Tuesday, December 23, 2008

A Field Guide to Getting Lost


Adrienne sent me an email yesterday about a book she's reading by Rebecca Solnit called A Field Guide to Getting Lost, and I thought it was the loveliest passage. Here I am twiddling my thumbs in Ithaca, sorting through stale boxes, and thinking about what is inside of them, thinking about what is here, what it means to be here and what part of here is part of me and what parts of here I will drag 3,500 miles accross the country to continue thinking about for next semester. And here is Rebecca Solnit saying exactly what I hope to in far less words and far more beautifully.

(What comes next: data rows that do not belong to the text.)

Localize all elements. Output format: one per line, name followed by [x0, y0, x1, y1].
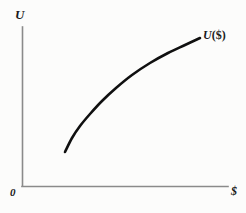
curve-label-name: U [203, 28, 212, 42]
utility-curve [65, 38, 200, 152]
y-axis-label: U [15, 8, 24, 21]
curve-label-arg: ($) [212, 28, 226, 42]
utility-function-figure: U $ 0 U($) [0, 0, 246, 213]
x-axis-label: $ [231, 185, 237, 197]
curve-label: U($) [203, 29, 226, 41]
origin-label: 0 [10, 187, 16, 198]
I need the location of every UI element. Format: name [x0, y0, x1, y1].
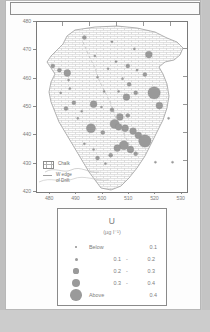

"When I first began to write, I had been a child for most of my life, and my childhood memories were vivid and potent, the forces that shaped me. Most of them have grown fainter with time, and whenever I write one down, I give it away: it ceases to have the shadowy life of memory and becomes fixed in letters; it ceases to be mine; it loses that mobile unreliability of the live, just as the blouse ceased to be something I recalled being inside and became the garment worn by that unrecognizable toddler in the snapshot when it was handed to me. A person in her twenties has been a child for most of her life, but as time goes by that portion that is childhood becomes smaller and smaller, more and more distant, more and more faded, though they say at the end of life the beginning returns with renewed vividness, as though you had sailed all the way around the world and were going back into the darkness from which you came."